Silent Night

Silent Night

I haven’t been able to write much for the blog of late. For the last few years, Advent has tended to be a season of spiritual and emotional doldrums: worry about January (consistently a bad month for me financially) and trying to get gifts taken care of tend to dampen my mood. Much more than that, the long series of holiday gatherings from Thanksgiving to New Year’s involves a lot of time spent with families with children, and, well, I wanted to have kids when I grew up and I don’t think it’s ever going to happen, and I haven’t yet made peace with that.

This year the doldrums have been particularly bad, because I’ve felt distant from God for the last few months. I have seasons of intimacy, and seasons of dejection, and this fall has been one of the latter. It’s terribly hard for me to see the point of chastity, let alone actively pursue it; that makes me feel guilty, which then puts me in a feedback loop of distracting myself from guilt with, haha, guess what.

I’ve clung to two things as a lifeline. One is something my friend Joey said once: “The only wrong way to pray is not to pray.” It’s the only reminder that gives me the nerve to pray some days. The other thing, building on this first, is the Rosary, every day. Guilty, worried, distracted, unsure, I pray it. It keeps me from turning my thoughts away from heaven completely; now and then, under Mary’s impetus, I even talk to God about what’s actually on my mind. My faith and hope limp, but they haven’t collapsed.

I guess I’m saying, if you find this season wearing and melancholy sometimes, you aren’t alone, and it isn’t a sign of failure. Being wounded, being tired, these are things Our Lord and Our Lady understand very well. Whatever you do, don’t stop talking to them, however feebly.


• **INSTRUCTIONS FOR THE TASK**
Identify each line below that contains the word "diamond", and copy it out.

• **EXTRACTED INFORMATION**

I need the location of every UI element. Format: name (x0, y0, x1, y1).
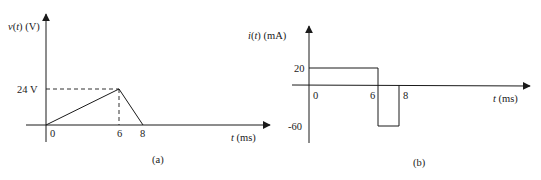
b-xtick-0: 0 (313, 90, 318, 101)
b-x-axis-label: t (ms) (493, 93, 518, 105)
a-xtick-0: 0 (50, 128, 55, 139)
a-caption: (a) (152, 154, 164, 166)
a-peak-label: 24 V (17, 84, 38, 95)
figure-canvas: v(t) (V) 24 V 0 6 8 t (ms) (a) i(t) (mA)… (0, 0, 541, 180)
b-ytick-20: 20 (294, 63, 305, 74)
a-voltage-waveform (46, 89, 143, 125)
a-y-axis-label: v(t) (V) (8, 21, 40, 33)
figure-b: i(t) (mA) 20 -60 0 6 8 t (ms) (b) (248, 26, 530, 169)
b-current-waveform (309, 68, 399, 126)
b-y-axis-label: i(t) (mA) (248, 30, 287, 42)
a-x-axis-label: t (ms) (231, 132, 256, 144)
figure-a: v(t) (V) 24 V 0 6 8 t (ms) (a) (8, 14, 270, 166)
b-ytick-neg60: -60 (288, 121, 302, 132)
b-xtick-8: 8 (403, 90, 408, 101)
b-x-axis (292, 85, 530, 86)
b-xtick-6: 6 (370, 90, 375, 101)
a-xtick-6: 6 (117, 128, 122, 139)
b-caption: (b) (413, 157, 426, 169)
a-xtick-8: 8 (140, 128, 145, 139)
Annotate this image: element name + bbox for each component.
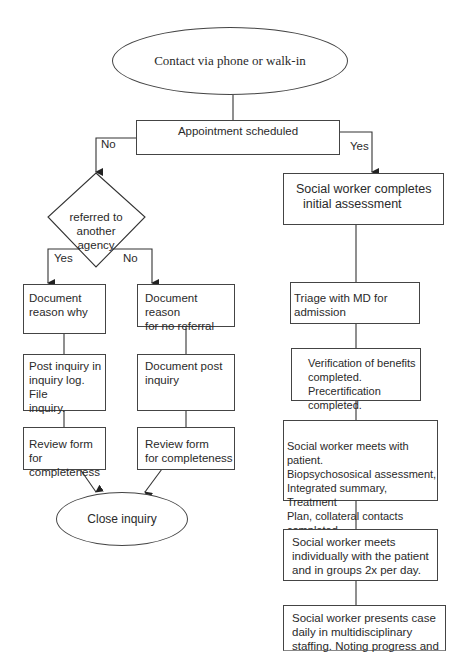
post-inquiry-box: Post inquiry in inquiry log. File inquir… bbox=[23, 354, 106, 411]
yes-label-referral: Yes bbox=[54, 252, 73, 264]
biopsychosocial-box: Social worker meets with patient. Biopsy… bbox=[283, 420, 438, 501]
initial-assessment-box: Social worker completes initial assessme… bbox=[283, 173, 444, 225]
verification-box: Verification of benefits completed. Prec… bbox=[291, 348, 421, 401]
yes-label-appointment: Yes bbox=[350, 140, 369, 152]
review-form-left-box: Review form for completeness bbox=[23, 427, 106, 470]
start-node: Contact via phone or walk-in bbox=[112, 27, 348, 95]
no-label-referral: No bbox=[123, 252, 138, 264]
meets-individually-box: Social worker meets individually with th… bbox=[283, 529, 438, 581]
appointment-decision-box: Appointment scheduled bbox=[136, 120, 340, 155]
document-post-inquiry-box: Document post inquiry bbox=[137, 354, 235, 411]
diamond-line-2: another bbox=[50, 224, 142, 238]
start-label: Contact via phone or walk-in bbox=[154, 53, 306, 69]
document-reason-why-box: Document reason why bbox=[23, 284, 106, 334]
no-label-appointment: No bbox=[101, 138, 116, 150]
appointment-label: Appointment scheduled bbox=[178, 125, 298, 137]
document-no-referral-box: Document reason for no referral bbox=[137, 284, 235, 327]
triage-box: Triage with MD for admission bbox=[290, 282, 420, 324]
diamond-line-3: agency bbox=[50, 238, 142, 252]
close-inquiry-label: Close inquiry bbox=[87, 512, 156, 526]
review-form-middle-box: Review form for completeness bbox=[137, 427, 235, 470]
presents-case-box: Social worker presents case daily in mul… bbox=[283, 605, 446, 651]
diamond-line-1: referred to bbox=[50, 210, 142, 224]
close-inquiry-node: Close inquiry bbox=[56, 492, 188, 546]
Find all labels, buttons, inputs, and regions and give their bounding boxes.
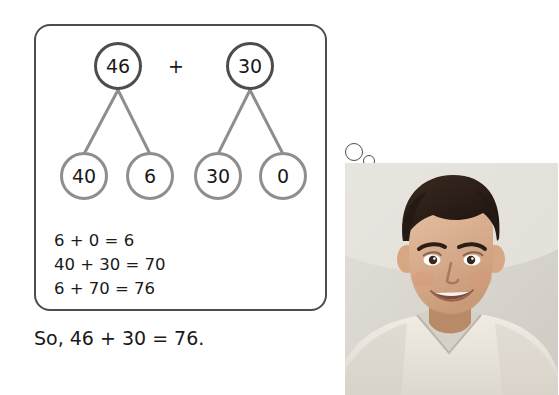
- bond2-right-leaf-value: 0: [277, 165, 289, 187]
- bond1-right-leaf-value: 6: [144, 165, 156, 187]
- equation-line-1: 6 + 0 = 6: [54, 229, 284, 253]
- equation-line-3: 6 + 70 = 76: [54, 277, 284, 301]
- equation-line-2: 40 + 30 = 70: [54, 253, 284, 277]
- worksheet-canvas: 46 40 6 + 30 30 0 6 + 0 = 6 40 + 30 = 70…: [0, 0, 559, 395]
- bond2-left-leaf-node: 30: [194, 152, 242, 200]
- bond2-top-value: 30: [238, 55, 262, 77]
- bond1-top-value: 46: [106, 55, 130, 77]
- conclusion-text: So, 46 + 30 = 76.: [34, 327, 204, 349]
- bond1-top-node: 46: [94, 42, 142, 90]
- bond1-left-leaf-value: 40: [72, 165, 96, 187]
- photo-of-smiling-boy: [345, 163, 558, 395]
- large-bubble-dot-icon: [345, 143, 363, 161]
- equation-list: 6 + 0 = 6 40 + 30 = 70 6 + 70 = 76: [54, 229, 284, 301]
- bond2-left-leaf-value: 30: [206, 165, 230, 187]
- bond2-right-leaf-node: 0: [259, 152, 307, 200]
- plus-operator: +: [168, 55, 184, 77]
- bond1-right-leaf-node: 6: [126, 152, 174, 200]
- bond2-top-node: 30: [226, 42, 274, 90]
- bond1-left-leaf-node: 40: [60, 152, 108, 200]
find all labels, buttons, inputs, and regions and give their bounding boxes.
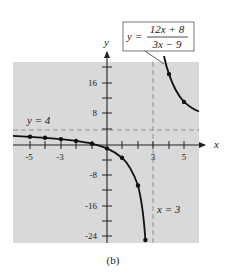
equation-box: y = 12x + 8 3x − 9 [123, 22, 194, 51]
horizontal-asymptote-label: y = 4 [26, 114, 51, 126]
y-tick-label: 8 [93, 108, 98, 118]
y-axis-label: y [103, 36, 109, 48]
equation-numerator: 12x + 8 [150, 23, 185, 35]
equation-denominator: 3x − 9 [152, 38, 182, 50]
y-tick-label: -16 [85, 201, 97, 211]
y-tick-label: -8 [90, 170, 98, 180]
plot-panel [13, 62, 199, 243]
x-tick-label: -5 [25, 152, 33, 162]
rational-function-graph: -5 -3 3 5 16 8 -8 -16 -24 x y y = 4 x = … [0, 0, 227, 280]
vertical-asymptote-label: x = 3 [156, 203, 181, 215]
figure-caption: (b) [107, 254, 120, 267]
equation-lhs: y = [126, 30, 142, 42]
x-tick-label: 5 [182, 152, 187, 162]
y-tick-label: 16 [88, 78, 98, 88]
x-tick-label: -3 [56, 152, 64, 162]
x-axis-label: x [213, 138, 219, 150]
y-tick-label: -24 [85, 231, 97, 241]
x-tick-label: 3 [151, 152, 156, 162]
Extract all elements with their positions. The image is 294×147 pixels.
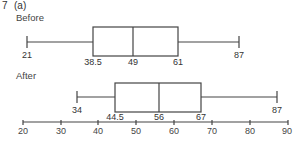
- boxplot-chart: [0, 0, 294, 147]
- x-tick-50: 50: [131, 126, 141, 136]
- before-max-label: 87: [234, 50, 244, 60]
- x-tick-40: 40: [93, 126, 103, 136]
- x-tick-20: 20: [18, 126, 28, 136]
- after-median-label: 56: [154, 112, 164, 122]
- x-tick-70: 70: [207, 126, 217, 136]
- after-q1-label: 44.5: [106, 112, 124, 122]
- x-tick-30: 30: [56, 126, 66, 136]
- after-q3-label: 67: [196, 112, 206, 122]
- x-tick-60: 60: [169, 126, 179, 136]
- before-boxplot: [27, 27, 239, 56]
- after-min-label: 34: [72, 105, 82, 115]
- after-boxplot: [77, 83, 277, 112]
- before-q3-label: 61: [173, 57, 183, 67]
- before-min-label: 21: [22, 50, 32, 60]
- after-max-label: 87: [272, 105, 282, 115]
- x-tick-90: 90: [282, 126, 292, 136]
- before-median-label: 49: [128, 57, 138, 67]
- x-tick-80: 80: [245, 126, 255, 136]
- before-q1-label: 38.5: [84, 57, 102, 67]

• **TASK SOLUTION**
diamond-line-2: another bbox=[50, 224, 142, 238]
diamond-line-3: agency bbox=[50, 238, 142, 252]
diamond-line-1: referred to bbox=[50, 210, 142, 224]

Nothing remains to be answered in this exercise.